Mediocre Humanity…

Photo by Stephen Noulton on Pexels.com

“I think we spend too much time being afraid of our own mediocrity.  We don’t want to sing too loud in case anyone finds out we don’t have a voice like glass.  We don’t write music because we aren’t Mozart, we don’t paint because we aren’t Picasso, we don’t tell people we love them because our voice might shake when we say it.  We try to be pretty criers, we don’t dance because we aren’t that good.  The reality of our humanity is that we are all a little bit average at a lot of things.  The truth is that we are all not that good so stop holding yourself back from enjoying the things that you love because you’re not a prodigy at everything.  Scream the song at the  top of your lungs, and confess your love and let you voice be shaky, cry big ugly tears and dance really badly because life is too short to be scared of being human,” Whitney Hanson. 

As I’ve been talking about the last couple of days, we need to find our own greatness even if we don’t see the immediate result.  We need to be fully who we are because we never know the ripple effect of our actions and how others respond to what we do, what actions we’ve encouraged in others simply by being ourselves. I will say it a million times if I have to—this life isn’t about being perfect.  Perfection is an illusion.  I am not saying settle for mediocrity but I am saying we need to learn to be ok with it as a starting place.  No one begins an expert—we all have to learn.  Even the greats.  Yes, there are levels of innate talent we are born with, but in order to be great and really know who we are and develop ourselves, then we must be ok with being a novice.  We have to be ok with starting.

Think of all the time we waste wanting to be good enough to show who we are when we simply could have shown who we are and learned the rest along the way.  Think of how many times we would have known the answer or we would have won had we simply gone for it.  Who knows that if we had allowed ourselves the initial experience that we may have learned something more and become the example we thought we were never good enough to be in the first place?  Sometimes we need inspiration and other times we need to remember that we are the inspiration.  Grow, try, fail, learn, and try again.  Mediocre isn’t a bad word.  It isn’t a matter of settling, it’s a matter of understanding and becoming who we are meant to be.  Be that person, that version of ourselves that has the courage to go for it.  Be the person we strive to be—don’t be a copy of someone else’s genius—create our own genius.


= How to complete this task =
Using the data below, gather each line that includes the word "Open".

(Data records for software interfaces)
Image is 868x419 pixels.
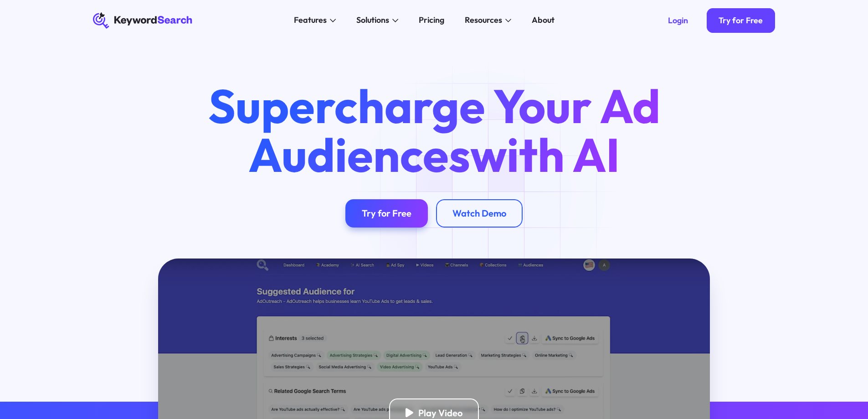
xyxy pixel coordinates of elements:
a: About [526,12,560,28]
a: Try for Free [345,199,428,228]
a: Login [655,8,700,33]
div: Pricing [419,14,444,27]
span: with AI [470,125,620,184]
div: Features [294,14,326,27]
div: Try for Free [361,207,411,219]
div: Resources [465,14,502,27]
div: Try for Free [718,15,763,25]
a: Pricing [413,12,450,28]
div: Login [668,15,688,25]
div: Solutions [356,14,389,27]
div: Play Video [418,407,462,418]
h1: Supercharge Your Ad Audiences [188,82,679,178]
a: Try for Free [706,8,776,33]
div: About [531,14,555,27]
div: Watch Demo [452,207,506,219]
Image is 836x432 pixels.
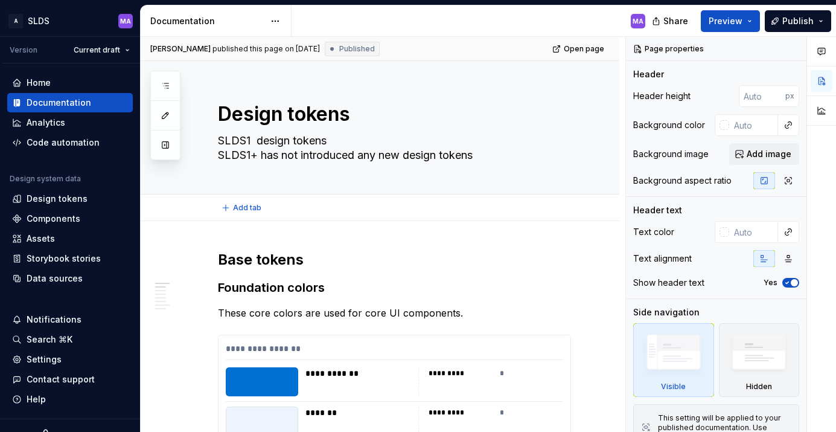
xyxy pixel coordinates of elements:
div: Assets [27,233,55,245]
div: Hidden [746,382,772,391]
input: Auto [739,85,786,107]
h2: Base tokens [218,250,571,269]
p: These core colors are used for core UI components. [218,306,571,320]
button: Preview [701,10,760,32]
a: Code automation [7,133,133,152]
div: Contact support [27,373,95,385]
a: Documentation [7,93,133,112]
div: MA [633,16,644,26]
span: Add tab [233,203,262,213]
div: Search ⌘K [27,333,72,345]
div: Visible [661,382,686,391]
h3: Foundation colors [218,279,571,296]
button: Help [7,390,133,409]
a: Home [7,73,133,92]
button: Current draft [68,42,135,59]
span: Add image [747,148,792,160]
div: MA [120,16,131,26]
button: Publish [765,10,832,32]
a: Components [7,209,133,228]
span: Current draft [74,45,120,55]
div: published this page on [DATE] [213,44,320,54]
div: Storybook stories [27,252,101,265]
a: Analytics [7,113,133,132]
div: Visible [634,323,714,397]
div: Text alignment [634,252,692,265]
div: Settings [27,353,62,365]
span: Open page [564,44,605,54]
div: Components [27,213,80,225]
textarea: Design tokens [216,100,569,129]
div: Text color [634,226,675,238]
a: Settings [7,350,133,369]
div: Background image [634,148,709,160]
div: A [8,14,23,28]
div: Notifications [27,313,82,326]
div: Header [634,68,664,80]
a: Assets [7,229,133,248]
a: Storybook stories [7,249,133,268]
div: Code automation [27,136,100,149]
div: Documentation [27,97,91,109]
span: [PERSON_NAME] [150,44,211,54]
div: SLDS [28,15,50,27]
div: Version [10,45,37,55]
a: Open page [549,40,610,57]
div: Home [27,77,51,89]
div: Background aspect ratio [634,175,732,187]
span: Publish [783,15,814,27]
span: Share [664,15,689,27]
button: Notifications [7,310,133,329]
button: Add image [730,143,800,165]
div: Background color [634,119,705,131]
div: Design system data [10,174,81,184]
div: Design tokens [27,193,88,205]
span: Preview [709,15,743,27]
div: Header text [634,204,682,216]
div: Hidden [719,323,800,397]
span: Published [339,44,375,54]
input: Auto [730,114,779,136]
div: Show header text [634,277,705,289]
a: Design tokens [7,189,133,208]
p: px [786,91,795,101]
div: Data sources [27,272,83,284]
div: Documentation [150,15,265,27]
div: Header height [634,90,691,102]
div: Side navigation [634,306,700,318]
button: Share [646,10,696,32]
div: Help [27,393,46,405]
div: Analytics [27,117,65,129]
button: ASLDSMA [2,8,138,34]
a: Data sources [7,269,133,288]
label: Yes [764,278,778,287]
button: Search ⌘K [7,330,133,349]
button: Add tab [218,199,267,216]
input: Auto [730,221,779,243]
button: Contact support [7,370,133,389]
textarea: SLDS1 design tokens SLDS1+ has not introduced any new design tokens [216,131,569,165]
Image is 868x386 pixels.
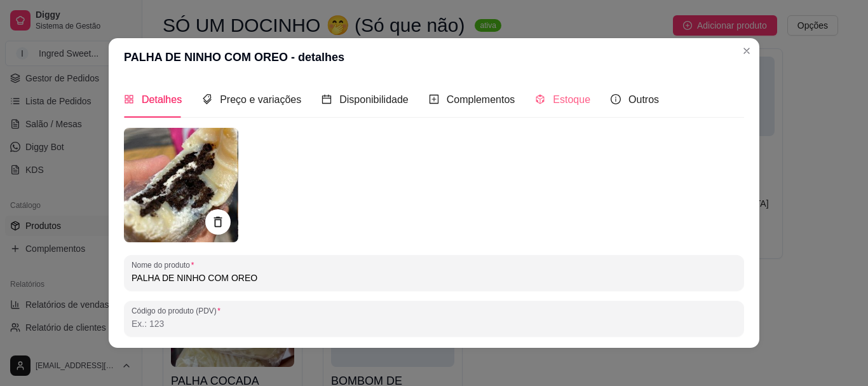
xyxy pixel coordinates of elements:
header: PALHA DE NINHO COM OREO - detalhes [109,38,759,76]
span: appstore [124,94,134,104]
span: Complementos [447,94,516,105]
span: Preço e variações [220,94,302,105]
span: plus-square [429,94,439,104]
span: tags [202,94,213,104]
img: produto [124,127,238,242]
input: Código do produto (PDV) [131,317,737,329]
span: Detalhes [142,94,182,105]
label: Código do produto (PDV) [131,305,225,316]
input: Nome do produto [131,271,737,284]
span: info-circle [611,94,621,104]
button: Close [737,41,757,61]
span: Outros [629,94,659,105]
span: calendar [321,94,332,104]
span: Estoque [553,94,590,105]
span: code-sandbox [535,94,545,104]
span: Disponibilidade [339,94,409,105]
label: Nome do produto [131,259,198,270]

= Exercise answer =
span: Open page [564,44,605,54]
a: Open page [549,40,610,57]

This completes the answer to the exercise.